Toothpaste, please, and hold the mozzarella

Toothpaste and mouthwash flavors can be so ho hum. Crest, for example, offers Peppermint. Also Strong Mint, Mild Mint, Vanilla Mint, Citrus Clean Mint, and Mint + Green Tea Extract. Did we mention mint? Colgate's not much more imaginative with its Max Fresh Clean Mint, Cool Mint, Cinnamint, and Kiss Me Mint. Why does everything have to be so darn refreshing? Why not garlic toothpaste washed down with an olive oil rinse?

You may laugh, but that's the serious suggestion from separate groups of researchers who have looked into the dental benefits of these common cooking ingredients. Researchers who aren't even Italian.
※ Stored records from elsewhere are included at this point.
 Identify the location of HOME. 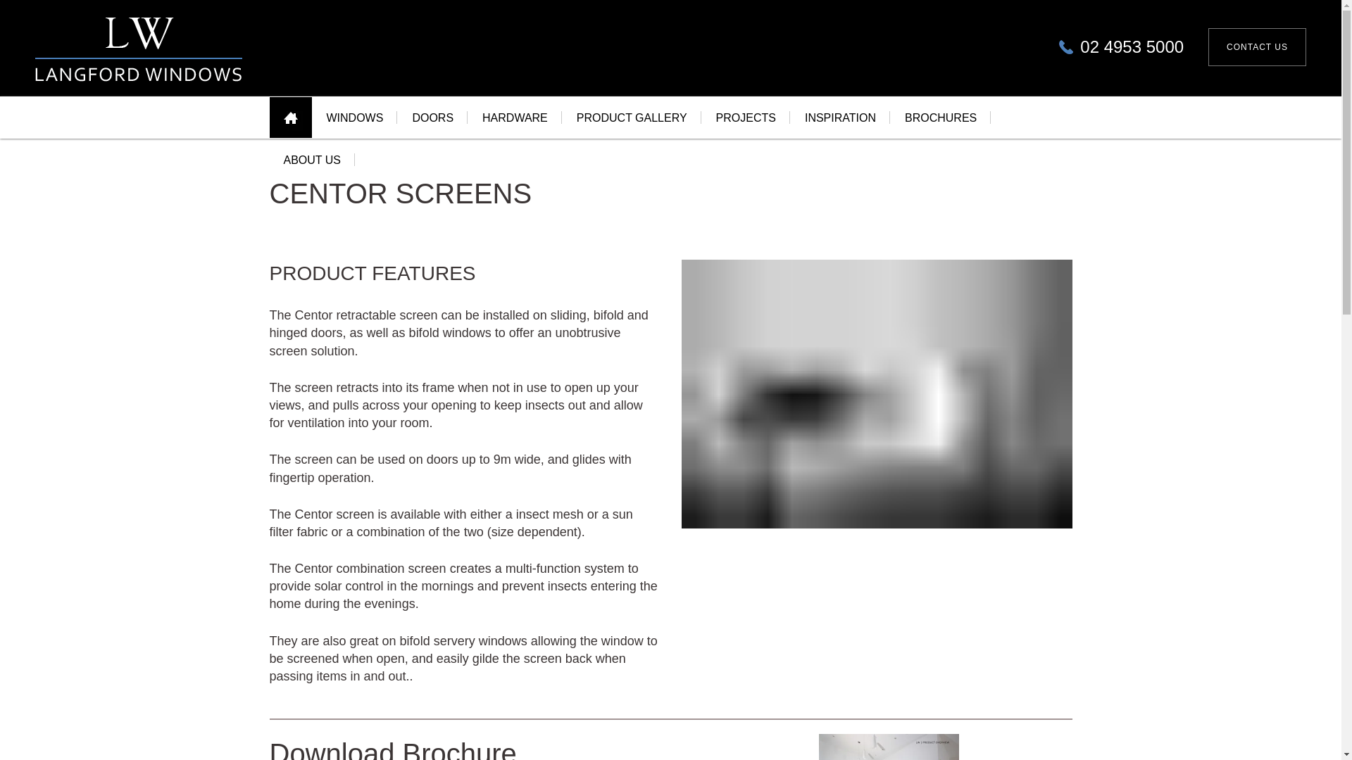
(290, 127).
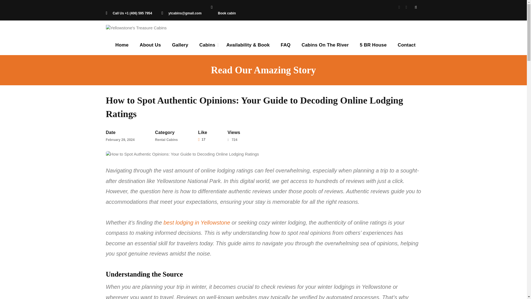  Describe the element at coordinates (180, 45) in the screenshot. I see `Gallery` at that location.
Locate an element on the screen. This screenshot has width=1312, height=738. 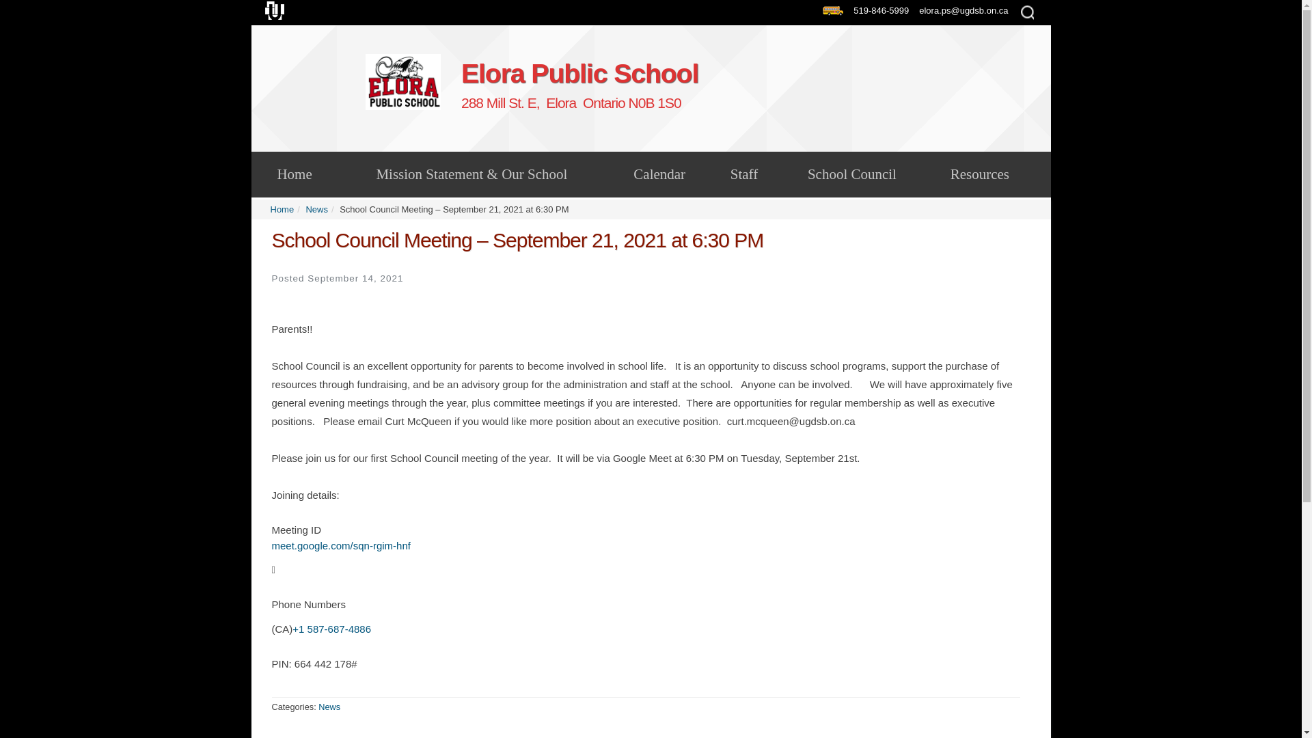
News is located at coordinates (329, 707).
The garlic investigators hail from Shiraz University in Shiraz, Iran, a country where the widespread use of the antibiotic erythromycin has led to drug resistance among some pretty noxious bacteria -- including the infamous caries-causing S. mutans. Garlic has starred in centuries of folk remedies, and has been proven in laboratories to knock out heavy-hitting bacteria.
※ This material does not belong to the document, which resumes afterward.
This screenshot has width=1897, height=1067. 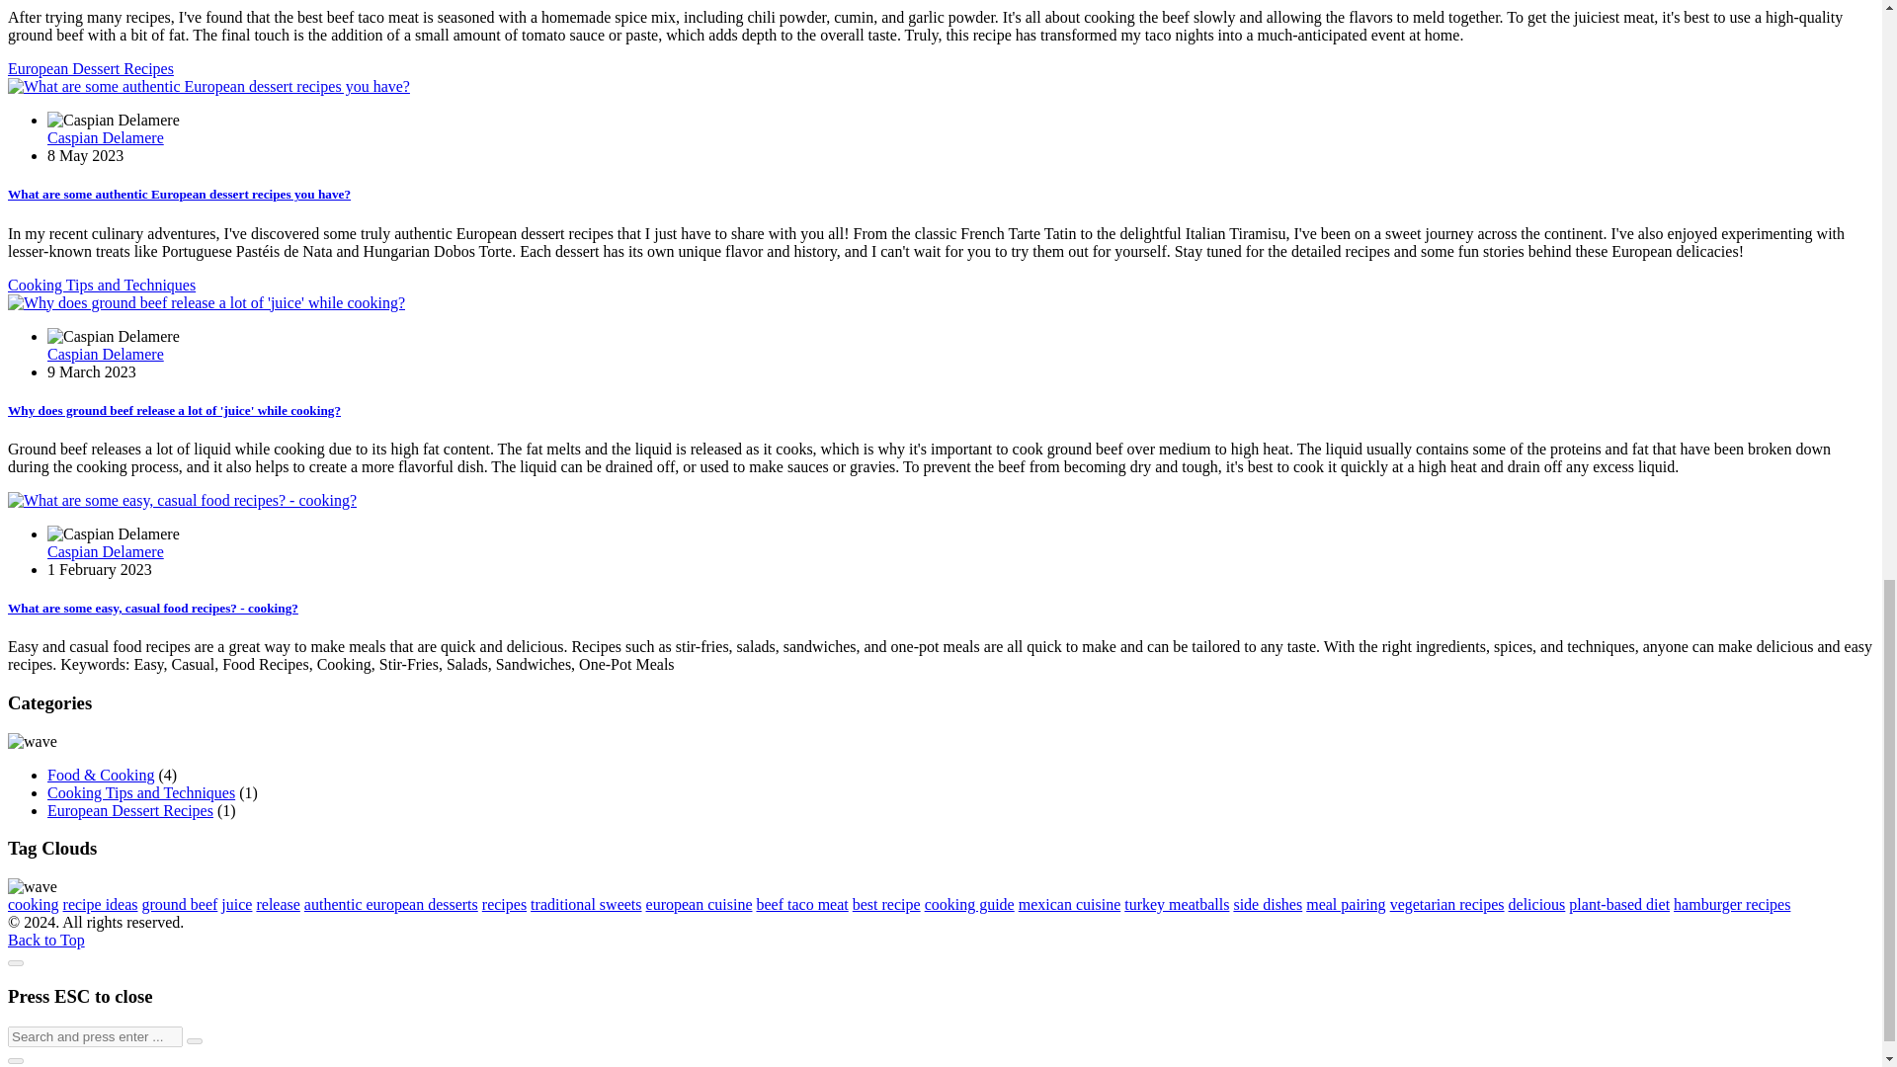 What do you see at coordinates (33, 905) in the screenshot?
I see `cooking` at bounding box center [33, 905].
So the Shiraz researchers thought they'd try it on strains of S. mutans cultivated from extracted teeth and known to be resistant to multiple types of antibiotics. Sure enough, the bacteria keeled over, the researchers report in the October-December issue of the Journal of the Indian Society for Pedodontics and Preventative Dentistry.
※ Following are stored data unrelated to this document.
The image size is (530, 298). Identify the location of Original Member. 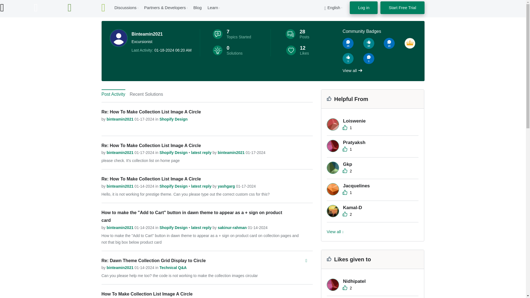
(410, 43).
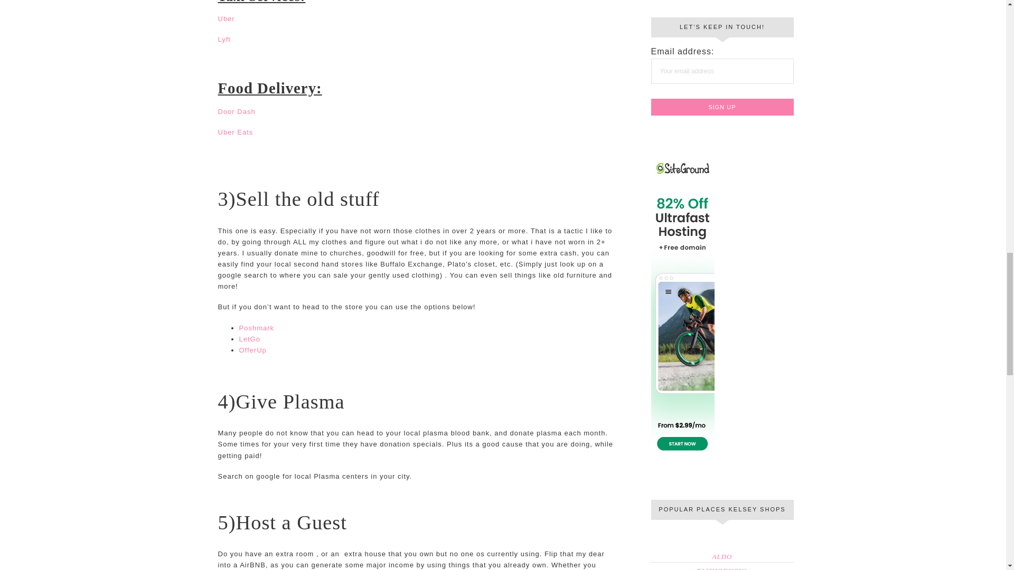 This screenshot has height=570, width=1014. I want to click on Lyft, so click(224, 39).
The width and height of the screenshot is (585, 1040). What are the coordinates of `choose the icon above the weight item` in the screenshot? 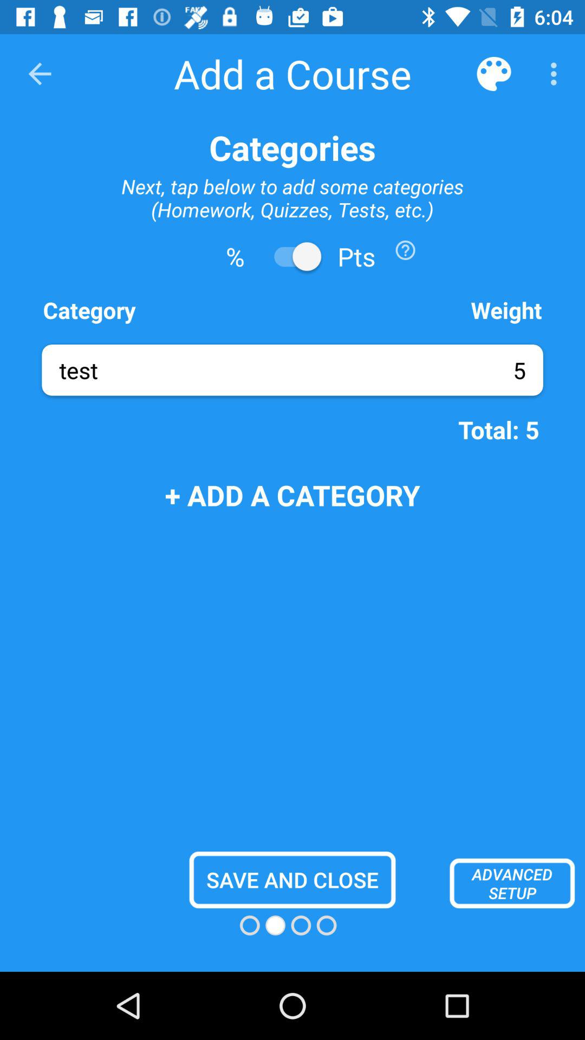 It's located at (405, 250).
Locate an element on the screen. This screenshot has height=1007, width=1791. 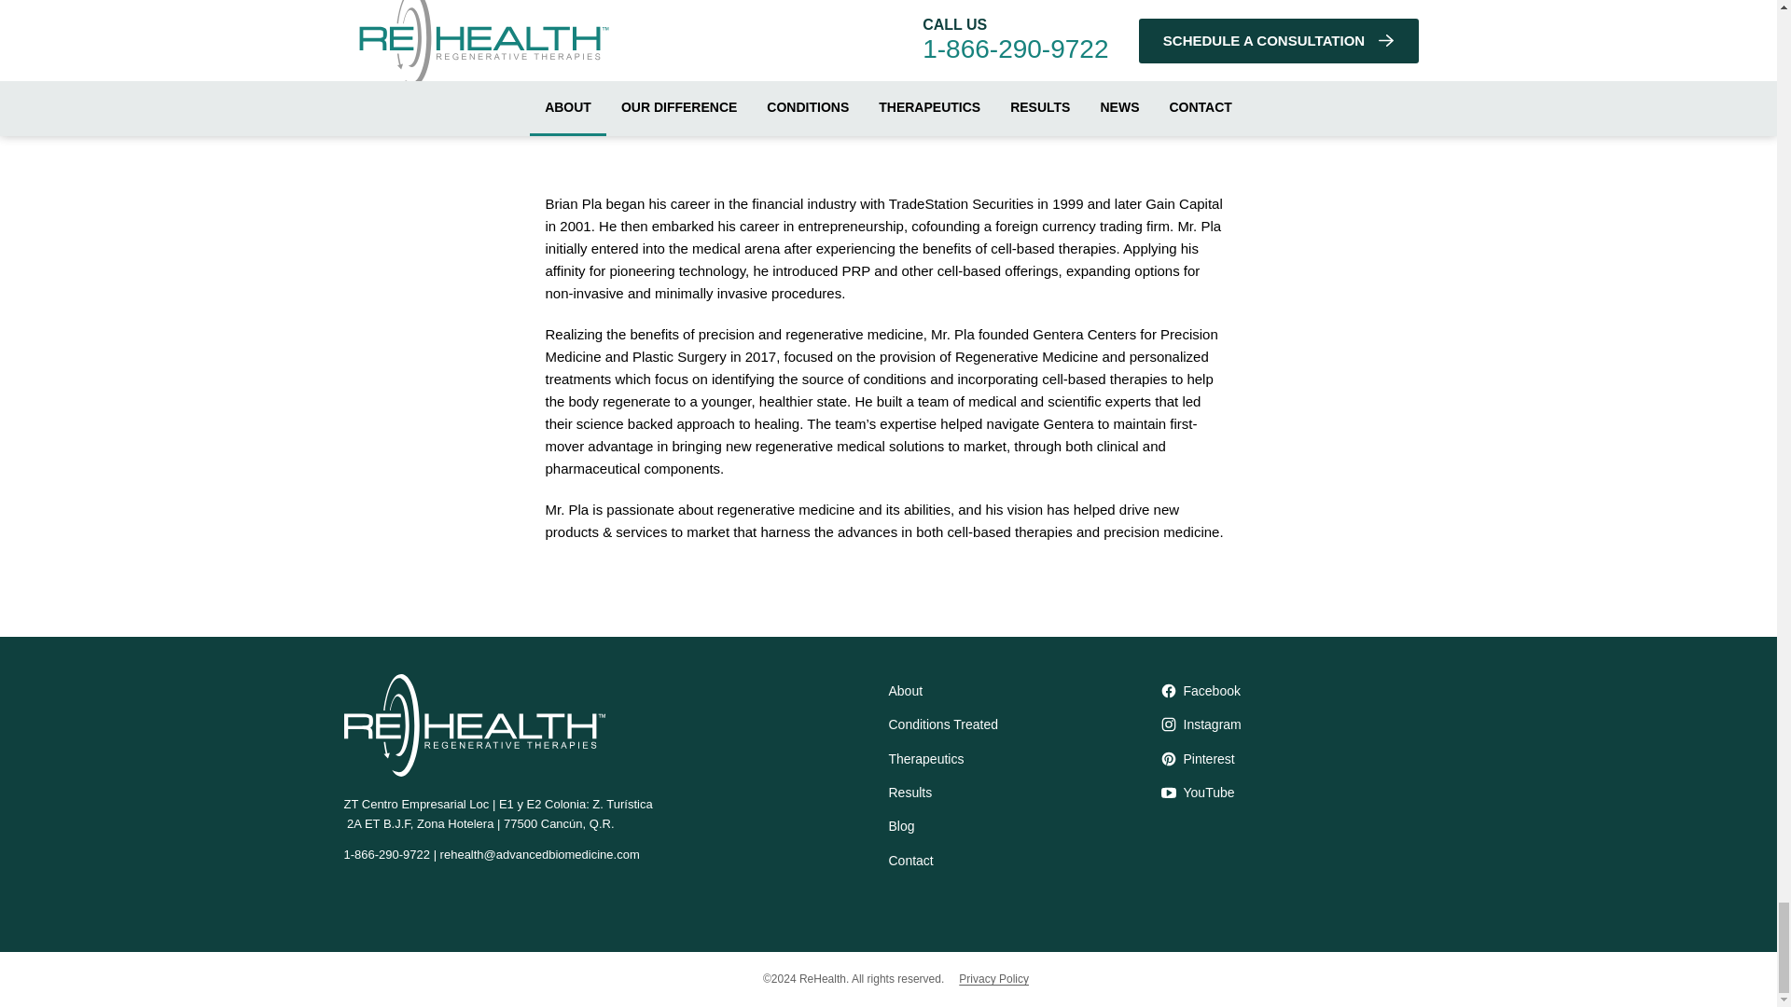
Blog is located at coordinates (1024, 826).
Meanwhile, a team from the University of Zürich, Switzerland, and the Georg-August-University of Göttingen, Germany, set out to explore the benefits of olive oil -- which has also shown some antibacterial talent in previous experiments. For a study in the fall issue of Acta Odontologica Scandinavica, they dunked bits of cow teeth in various solutions of the oil, stored them in artificial saliva, then tried to dissolve them in citric acid. They found that 100 percent olive oil didn't protect the samples from the effects of the acid, but a 2 percent olive oil emulsion (or a 2 percent olive-oil-containing saliva substitute, Xerostom), slowed corrosion significantly.

Olive oil didn't work quite as well as fluoride, the researchers found, but that hasn't deterred the Spanish makers of Xerostom, Biocosmetics Laboratories, from touting olive oil as one of their product's special ingredients.

Likewise, the garlic extract in the Shiraz experiment didn't kill bacteria quite as easily as the standard oral antibacterial chlorhexidine. But that didn't discourage the team from taking their project to the next stage: "Work is in progress at the medical center," they write, "for standardization and preparation of toothpaste and mouthwash containing this antimicrobial agent."

At last we may be able to find on our local drugstore shelves such flavors as Toothpesto, Strong Vanilla Citrus Cinnaolive, and of course, Kiss Me Garlic.